Many of us who knew Jack knew he had a love of travel and golf. Less well known, however, was his love and talent for music. At departmental social events, during the course of the evening he would work his way over to a piano and start playing. He shared stories of his background of humble means; as an accomplished musician, he played at events in college in order to earn spending money and to cover costs.
He was devoted to his family, his wife Mary, daughter Kayte, and his son Michael. In his last years, he became grandfather to Reed, regaling us with stories of his grandson’s latest achievement with more pride in them than one man could possibly contain. He emphasized the importance of family. Recognizing that dedicated physicians can easily get caught up in patient care, he was quick to provide sage advice. Always find some activity when your children were young that you build your schedule around and it becomes inviolate to miss. For him, examples included coaching soccer and basketball for nearly ten years. He would say that it became too easy to miss your children growing up, hoping to catch up some day. That by having at least one consistent activity, you would find yourself making time for the other important events in life. He was also quick to remind everyone in the Child Neurology Division that, with the long hours we spent together, we functioned much like a work family and needed to carry our family values and dedication to each other into the workplace. Jack was also a deeply devoted man in his religious life. He stayed active in his church parish serving on multiple committees and as a Eucharistic minister.

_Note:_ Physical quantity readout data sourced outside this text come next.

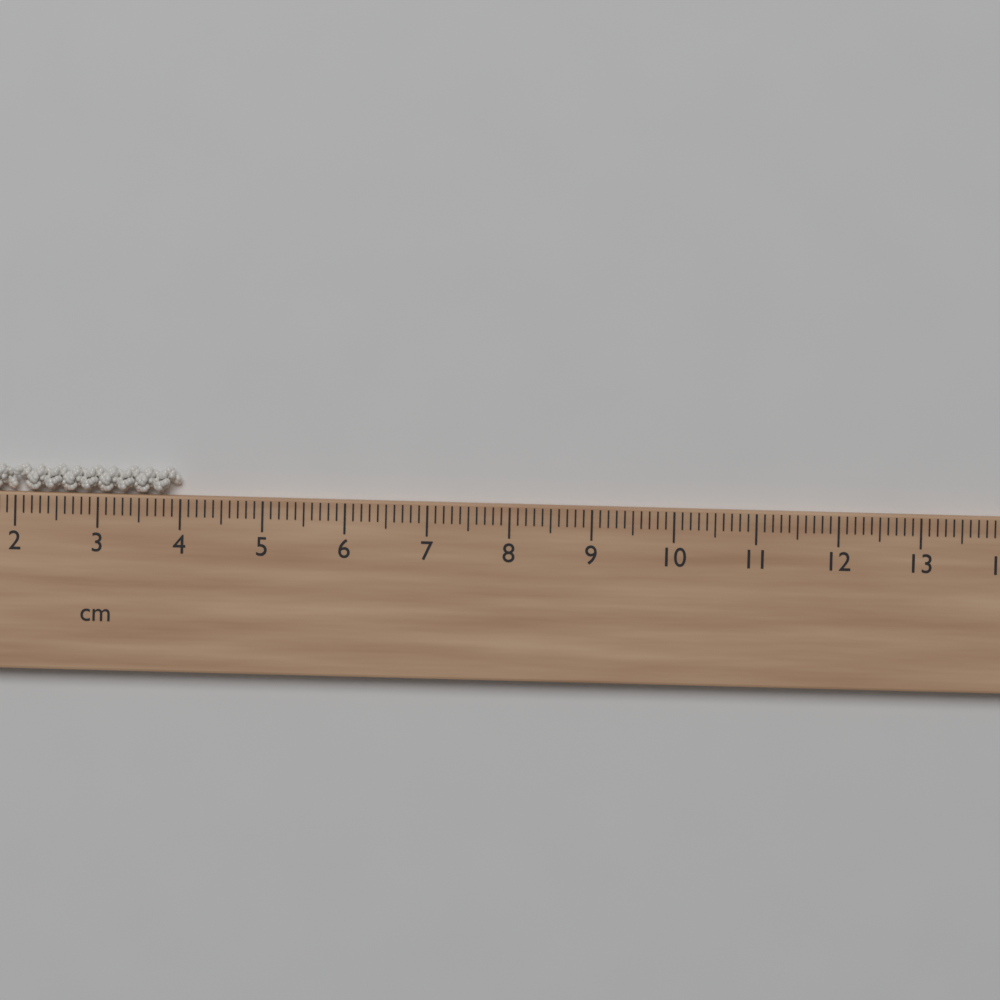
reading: 4.0 cm
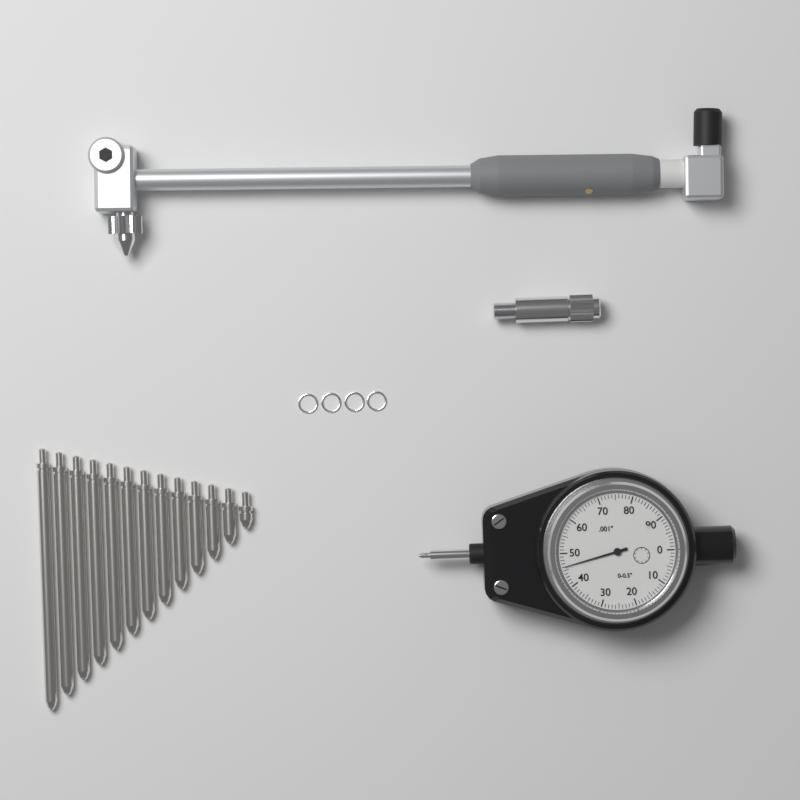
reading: 0.046 in
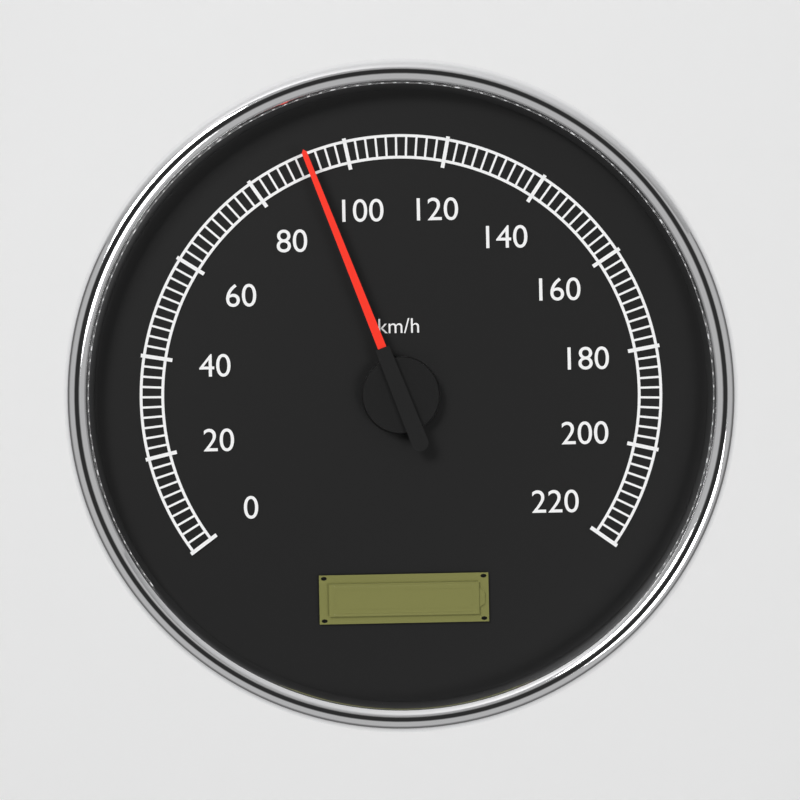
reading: 92 km/h
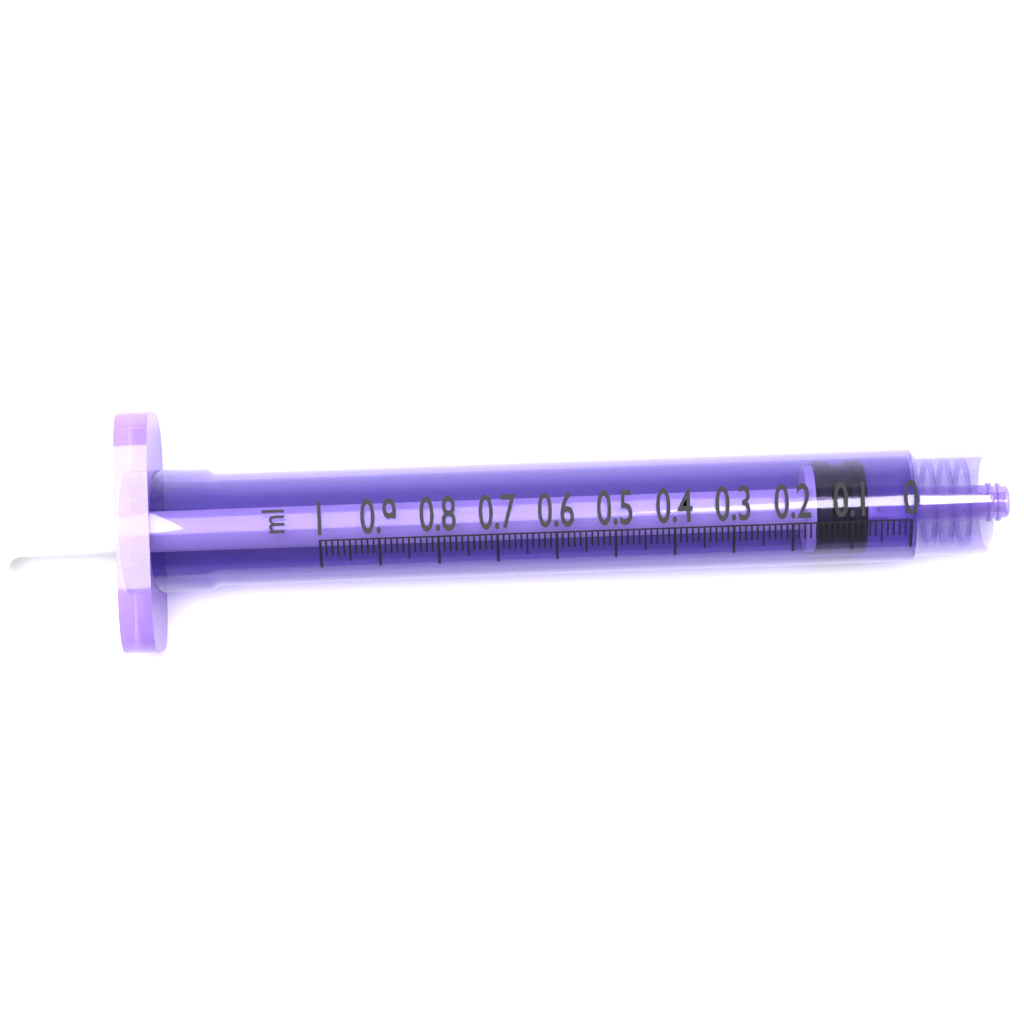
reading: 0.07 ml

He was active in his local community and at Virginia Commonwealth University. Other than traveling for lectures and meetings, he stayed in Richmond, expressing little interest in wanting to live anywhere else. Although already keeping a schedule for work and family, he remained active in his local community. In addition, the other great passion in Jack’s life was VCU basketball. He was a regular season tickets holder and during March Madness would, when possible, adjust his schedule to attend as many games as possible whether at home or away. Even with his progressing illness and the toll it was taking on his increasingly frail health, he traveled to New York this past March to watch VCU compete in the division playoffs.
Rarely does one have an opportunity to eulogize an extraordinary physician scientist, a man who has added to our knowledge of a disease and its treatment. John M. “Jack” Pellock was such a person. He was also a great mentor and friend. Jack’s contributions cannot be exaggerated, and he leaves the field of epilepsy poorer for his absence but with a rich, enduring legacy.